This weekend, the Minnesota Vikings will host the New Orleans Saints in the divisional round of the NFL playoffs. It will be the first time the two teams have met in the postseason since their NFC Championship game in the 2009 season.

Back in that game, Brett Favre was the quarterback for the Vikings, and he famously threw an interception in the dying seconds of regulation to send the game into overtime, to which the Saints were able to drive down the field and kick a game-winning field goal to go to the Super Bowl.

This game later came under investigation as part of New Orleans' bounty scandal, also known as Bountygate. Several members of the franchise were accused of paying out bounties for intentionally hurting opposing players.

The NFL determined the allegations to be true in 2012, which led to Saints head coach Sean Payton's suspension for the entire 2012 season, as well as a handful of fines and other sanctions.

A number of Vikings players and coaches accused the Saints of deliberately trying to knock Favre out of the game at the time, but it was only until years later that the punishment for this game was issued out.

During a conference call on Wednesday ahead of the premiere of his documentary "Shocked: A Hidden Factor in the Sports Concussion Crisis," the former Vikings and Packers quarterback was asked by Minneapolis radio station KFAN about his memories of that game. He revealed that he had indeed suffered a head injury during the game.

Favre said, according to ESPN: “A concussion doesn’t necessarily have to be knocked out cold and removed from a game, although the new protocol is in place to remove you from a game even if you’re not walking sideways or your arm goes stiff or whatever.

“You may even be able to function as if you didn’t have a concussion, but if you have head ringing or fireworks or any kind of fogginess, protocol says you should be removed from the game.

"In that game, there was some head ringing, there was some fogginess. There were two times in which I was hit by [former Saints safety] Darren Sharper late. He lunged at my head and both of them were pretty devastating hits, but I stayed in the game. One they threw a flag, one they didn’t. Why they didn’t throw the other, I have no idea. If head ringing or fireworks is a concussion, yeah, I did have that.”

The fact that Favre was concussed helps to make sense of the horrendous decision he made to throw the ball late in that game, which was picked off and essentially helped the Saints seal the game. The fact the quarterback was concussed is a bit shocking, but not surprising considering we now know about Bountygate.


• _Directions for this task_:
Which lines of the listing hold the string "label"? Copy those lines.

Records for the task START

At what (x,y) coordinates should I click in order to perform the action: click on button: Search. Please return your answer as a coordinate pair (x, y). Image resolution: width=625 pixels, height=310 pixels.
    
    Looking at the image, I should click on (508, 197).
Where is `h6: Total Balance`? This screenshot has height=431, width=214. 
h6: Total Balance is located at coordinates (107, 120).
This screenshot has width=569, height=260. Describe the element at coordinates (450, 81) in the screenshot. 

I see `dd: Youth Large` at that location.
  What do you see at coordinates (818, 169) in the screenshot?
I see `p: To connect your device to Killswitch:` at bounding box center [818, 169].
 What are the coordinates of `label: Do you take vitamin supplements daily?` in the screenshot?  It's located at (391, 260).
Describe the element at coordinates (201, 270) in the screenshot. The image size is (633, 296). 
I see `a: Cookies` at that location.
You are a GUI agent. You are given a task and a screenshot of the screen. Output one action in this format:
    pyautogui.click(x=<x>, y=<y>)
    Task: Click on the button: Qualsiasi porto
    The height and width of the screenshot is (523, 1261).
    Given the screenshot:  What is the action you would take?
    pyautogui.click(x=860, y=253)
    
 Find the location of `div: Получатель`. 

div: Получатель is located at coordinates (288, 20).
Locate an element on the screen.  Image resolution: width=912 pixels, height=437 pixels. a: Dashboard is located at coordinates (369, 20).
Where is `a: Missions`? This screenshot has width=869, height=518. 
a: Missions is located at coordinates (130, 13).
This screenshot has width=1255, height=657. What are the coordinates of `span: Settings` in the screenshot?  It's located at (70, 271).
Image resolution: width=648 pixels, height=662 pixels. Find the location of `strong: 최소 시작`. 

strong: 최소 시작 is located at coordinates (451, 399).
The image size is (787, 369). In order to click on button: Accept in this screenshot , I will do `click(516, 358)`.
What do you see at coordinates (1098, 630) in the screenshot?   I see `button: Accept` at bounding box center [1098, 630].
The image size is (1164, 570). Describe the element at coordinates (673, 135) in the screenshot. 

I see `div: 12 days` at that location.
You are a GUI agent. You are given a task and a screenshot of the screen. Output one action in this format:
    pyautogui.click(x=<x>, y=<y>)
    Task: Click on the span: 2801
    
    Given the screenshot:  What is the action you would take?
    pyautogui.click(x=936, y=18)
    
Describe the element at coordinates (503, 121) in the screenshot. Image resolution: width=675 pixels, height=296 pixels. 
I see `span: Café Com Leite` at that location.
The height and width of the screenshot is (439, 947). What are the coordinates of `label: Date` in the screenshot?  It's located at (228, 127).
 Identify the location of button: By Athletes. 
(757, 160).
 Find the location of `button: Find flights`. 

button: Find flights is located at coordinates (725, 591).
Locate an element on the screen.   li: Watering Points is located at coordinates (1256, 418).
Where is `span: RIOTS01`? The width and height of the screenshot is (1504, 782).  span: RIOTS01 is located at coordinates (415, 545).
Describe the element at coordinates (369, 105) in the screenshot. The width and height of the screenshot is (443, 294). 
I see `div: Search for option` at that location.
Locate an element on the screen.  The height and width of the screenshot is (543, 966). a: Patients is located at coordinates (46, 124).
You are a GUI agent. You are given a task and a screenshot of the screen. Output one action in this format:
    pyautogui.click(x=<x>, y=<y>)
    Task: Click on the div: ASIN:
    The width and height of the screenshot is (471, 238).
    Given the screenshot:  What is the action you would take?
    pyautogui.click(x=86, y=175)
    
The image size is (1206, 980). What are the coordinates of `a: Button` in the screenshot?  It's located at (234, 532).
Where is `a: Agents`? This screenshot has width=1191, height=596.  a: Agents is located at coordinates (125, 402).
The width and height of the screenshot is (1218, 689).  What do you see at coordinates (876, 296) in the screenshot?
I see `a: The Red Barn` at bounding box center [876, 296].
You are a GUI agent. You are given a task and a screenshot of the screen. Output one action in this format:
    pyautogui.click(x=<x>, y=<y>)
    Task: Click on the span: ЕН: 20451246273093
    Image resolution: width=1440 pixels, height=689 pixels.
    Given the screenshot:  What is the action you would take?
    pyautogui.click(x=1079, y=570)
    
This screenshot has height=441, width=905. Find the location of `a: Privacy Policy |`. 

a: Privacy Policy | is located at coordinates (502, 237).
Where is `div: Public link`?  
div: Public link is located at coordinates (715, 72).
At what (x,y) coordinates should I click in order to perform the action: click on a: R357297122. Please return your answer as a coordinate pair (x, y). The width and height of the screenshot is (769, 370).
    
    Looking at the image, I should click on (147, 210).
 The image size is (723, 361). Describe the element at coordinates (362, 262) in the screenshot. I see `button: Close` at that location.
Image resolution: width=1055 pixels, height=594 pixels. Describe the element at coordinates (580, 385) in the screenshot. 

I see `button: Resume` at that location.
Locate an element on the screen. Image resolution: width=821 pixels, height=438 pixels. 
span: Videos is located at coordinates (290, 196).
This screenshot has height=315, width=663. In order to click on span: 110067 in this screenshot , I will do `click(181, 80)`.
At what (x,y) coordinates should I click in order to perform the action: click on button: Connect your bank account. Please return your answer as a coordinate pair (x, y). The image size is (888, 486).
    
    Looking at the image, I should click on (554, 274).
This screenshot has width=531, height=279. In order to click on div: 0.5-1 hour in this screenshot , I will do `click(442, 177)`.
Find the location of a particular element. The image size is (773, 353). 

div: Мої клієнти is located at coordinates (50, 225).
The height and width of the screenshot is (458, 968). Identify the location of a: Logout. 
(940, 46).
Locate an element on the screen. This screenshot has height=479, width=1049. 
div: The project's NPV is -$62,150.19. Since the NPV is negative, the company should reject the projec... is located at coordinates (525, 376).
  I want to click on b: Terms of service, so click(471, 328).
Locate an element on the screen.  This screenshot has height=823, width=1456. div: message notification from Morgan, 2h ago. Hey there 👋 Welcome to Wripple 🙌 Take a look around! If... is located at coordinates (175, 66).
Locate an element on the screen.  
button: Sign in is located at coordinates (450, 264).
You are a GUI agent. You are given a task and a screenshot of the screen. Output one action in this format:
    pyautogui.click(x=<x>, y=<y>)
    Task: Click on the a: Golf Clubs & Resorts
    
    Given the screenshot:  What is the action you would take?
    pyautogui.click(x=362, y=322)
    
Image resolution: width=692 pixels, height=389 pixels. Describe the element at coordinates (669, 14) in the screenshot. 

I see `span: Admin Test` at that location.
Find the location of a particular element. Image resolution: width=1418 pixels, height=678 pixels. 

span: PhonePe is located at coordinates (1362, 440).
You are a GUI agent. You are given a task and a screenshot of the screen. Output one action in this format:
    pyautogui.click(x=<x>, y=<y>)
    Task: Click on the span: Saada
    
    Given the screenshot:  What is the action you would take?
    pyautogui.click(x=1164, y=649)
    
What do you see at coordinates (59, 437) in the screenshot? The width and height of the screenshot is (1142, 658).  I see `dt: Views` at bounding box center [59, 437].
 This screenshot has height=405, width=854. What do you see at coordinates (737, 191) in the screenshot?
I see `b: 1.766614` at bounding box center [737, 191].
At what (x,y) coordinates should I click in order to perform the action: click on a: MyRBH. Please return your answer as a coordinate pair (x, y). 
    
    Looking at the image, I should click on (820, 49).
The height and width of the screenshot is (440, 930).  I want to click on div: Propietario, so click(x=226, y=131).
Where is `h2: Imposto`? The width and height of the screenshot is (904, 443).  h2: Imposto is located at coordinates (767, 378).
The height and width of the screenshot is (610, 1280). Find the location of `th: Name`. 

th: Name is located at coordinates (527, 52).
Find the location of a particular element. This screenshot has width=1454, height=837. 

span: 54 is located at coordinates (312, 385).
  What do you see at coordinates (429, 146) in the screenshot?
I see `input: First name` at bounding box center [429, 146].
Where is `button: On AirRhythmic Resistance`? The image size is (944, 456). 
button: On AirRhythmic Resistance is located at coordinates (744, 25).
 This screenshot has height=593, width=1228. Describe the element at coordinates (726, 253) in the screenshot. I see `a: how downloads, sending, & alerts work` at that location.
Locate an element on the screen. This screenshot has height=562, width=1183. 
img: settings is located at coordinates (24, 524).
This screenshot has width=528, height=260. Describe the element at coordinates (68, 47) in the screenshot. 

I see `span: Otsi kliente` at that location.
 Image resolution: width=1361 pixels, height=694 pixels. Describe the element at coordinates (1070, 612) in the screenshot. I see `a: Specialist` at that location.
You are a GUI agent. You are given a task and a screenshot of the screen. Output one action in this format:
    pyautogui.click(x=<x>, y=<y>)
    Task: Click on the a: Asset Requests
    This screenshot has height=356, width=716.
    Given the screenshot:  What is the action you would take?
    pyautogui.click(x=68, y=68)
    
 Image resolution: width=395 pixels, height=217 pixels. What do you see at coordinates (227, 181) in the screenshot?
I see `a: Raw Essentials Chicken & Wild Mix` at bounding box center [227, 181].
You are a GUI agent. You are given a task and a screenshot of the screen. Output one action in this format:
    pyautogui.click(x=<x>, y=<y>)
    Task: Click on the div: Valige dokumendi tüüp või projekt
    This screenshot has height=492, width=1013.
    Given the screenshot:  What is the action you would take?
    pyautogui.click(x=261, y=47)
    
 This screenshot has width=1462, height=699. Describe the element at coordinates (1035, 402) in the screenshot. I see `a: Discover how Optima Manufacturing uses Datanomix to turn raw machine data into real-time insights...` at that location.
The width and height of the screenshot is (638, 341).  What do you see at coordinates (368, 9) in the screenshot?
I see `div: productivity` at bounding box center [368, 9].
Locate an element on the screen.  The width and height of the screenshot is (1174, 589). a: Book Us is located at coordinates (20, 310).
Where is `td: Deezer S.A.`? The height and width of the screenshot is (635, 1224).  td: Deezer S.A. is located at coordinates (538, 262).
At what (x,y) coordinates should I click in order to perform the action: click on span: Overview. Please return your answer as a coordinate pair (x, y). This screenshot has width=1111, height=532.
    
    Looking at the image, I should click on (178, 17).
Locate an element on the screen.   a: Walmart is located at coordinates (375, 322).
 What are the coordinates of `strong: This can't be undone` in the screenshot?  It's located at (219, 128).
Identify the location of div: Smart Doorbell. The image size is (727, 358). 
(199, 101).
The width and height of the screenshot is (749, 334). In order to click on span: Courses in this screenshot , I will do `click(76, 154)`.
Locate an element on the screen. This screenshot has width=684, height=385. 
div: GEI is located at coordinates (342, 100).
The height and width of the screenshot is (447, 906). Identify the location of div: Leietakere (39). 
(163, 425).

Records for the task END

• _Output of the exercise_:
 What are the coordinates of `label: Do you take vitamin supplements daily?` in the screenshot?  It's located at (391, 260).
The height and width of the screenshot is (439, 947). What are the coordinates of `label: Date` in the screenshot?  It's located at (228, 127).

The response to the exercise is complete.